Smil is aware of the transitory nature of fossil fuel sources, of course, and he cites helpful and eye-opening figures for the declining power densities of major oil fields, gas fields and coal mines over the past century. Yet in Power Density, most of the figures presented for non-renewable energy facilities apply for that (relatively brief) period when these facilities are in full production, but they are routinely compared with power densities of renewable energy facilities which could continue indefinitely.

So is it really true that power density is a measure “which can be used to evaluate and compare all energy fluxes in nature and in any society”? Only with some critical qualifications.

In summary, we return to Smil’s oft-emphasized theme, that current renewable resource technologies are no match for the energy demands of our present civilization. He argues convincingly that the power density of consumption on a busy expressway will not be matched to the power density of production of ethanol from corn: it would take a ridiculous and unsustainable area of corn fields to fuel all that high-energy transport. Widening the discussion, he establishes no less convincingly, to my mind, that solar power, wind power, and biofuels are not going to fuel our current high-energy way of life.

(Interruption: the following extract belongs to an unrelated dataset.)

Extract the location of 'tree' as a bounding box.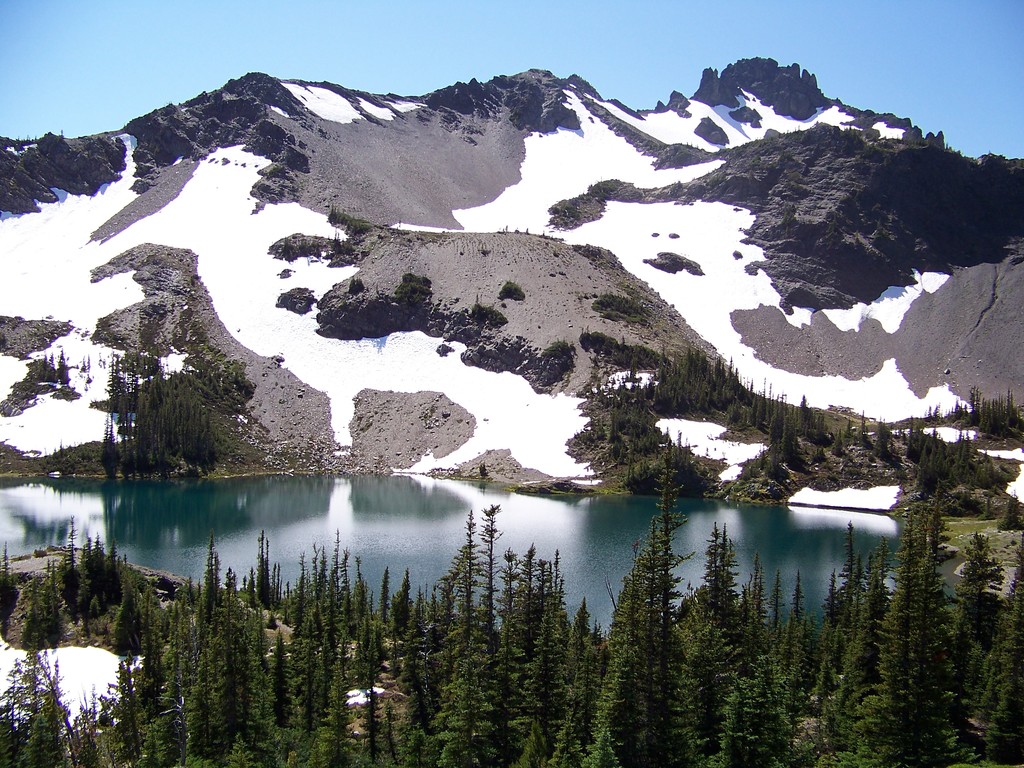
x1=0, y1=539, x2=17, y2=595.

Yet if we extend our averaging units to just a century or two, we could calculate just as convincingly that the power densities of non-renewable fuel sources will also fail to support our high-energy society. And since we’re already a century into this game, we might be running out of time.

Top photo: insulators on high-voltage transmission line near Darlington Nuclear Generating Station, Bowmanville, Ontario.

Bart Hawkins Kreps

Bart Hawkins Kreps is a long-time bicycling advocate and free-lance writer. His views have been shaped by work on highway construction and farming in the US Midwest, nine years spent in the Canadian arctic, and twenty years of involvement in the publishing industry in Ontario. Currently living on the outermost edge of the Toronto megalopolis, he blogs most often about energy, economics and ecology, at anoutsidechance.com.